THERE’S A PHOTO in The Tale of Tomorrow, a new book about the mid-century utopian architecture movement, of a building in Jerusalem. It’s composed of hundreds of wooden, dodecahedron-shaped structures, each at least the size of a room. It’s more orderly than favela architecture, but still has an air of chaos—like the beehive of geometric modules might tumble to the ground at any moment. This is Ramot Polin, an experimental housing project that architect Zvi Hecker built in the 1970s, just after the Six Day War.

Looking at past dreams, The Tale of Tomorrow is a call to reclaim our future.

With Ramot Polin, Hecker envisioned a society of the future, one that shared resources, like an interior courtyard, and looked nothing like the monotonous, rectangular apartment-blocks found in cities throughout the world.
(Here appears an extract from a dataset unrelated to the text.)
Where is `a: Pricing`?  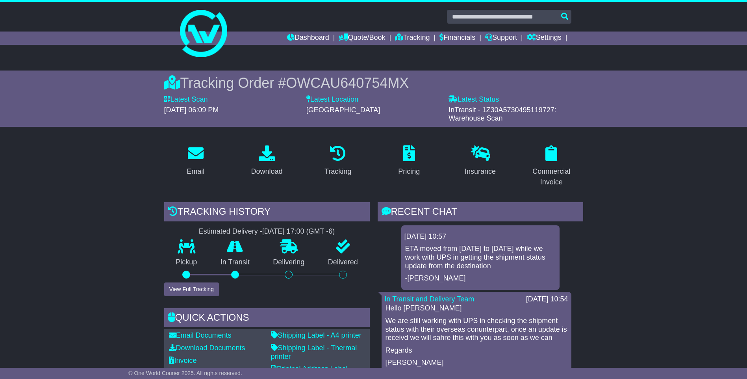 a: Pricing is located at coordinates (409, 161).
For its idyllic aspirations, it certainly deserves a place in The Tale of Tomorrow. “But people hated it,” says Sofia Borges, who edited the book. “It’s so formally amazing, but the corridors were dark, it was super hot, and basically over time there’s been this really aggressive adaptation of it by the residents.”

The idea of “utopian architecture” is a fraught one. Utopia, by definition, is a place where things are perfect. But who, exactly, gets to decide what is perfect? The Tale of Tomorrow ($68) offers a more measured interpretation. First, projects should have had manifestos. Specifically, ones angled at upending the status quo. Second, these buildings should be examples of wild experimentation in design and engineering. If that experimentation happened on many levels, even better. There was no single school of utopian architecture; instead, in the book’s introduction, Borges refers to a “broad tent under which communists and individualists, engineers and artists, modernists and metabolists all gathered.”

Borges attributes the movement’s origins to the surge in scientific developments that followed World War II. “The whole Space Age had this momentum—people were on the moon!” she says. And if we could send people to the moon, the thinking went, our buildings, cars, and product designs should all convey a similar level of excitement.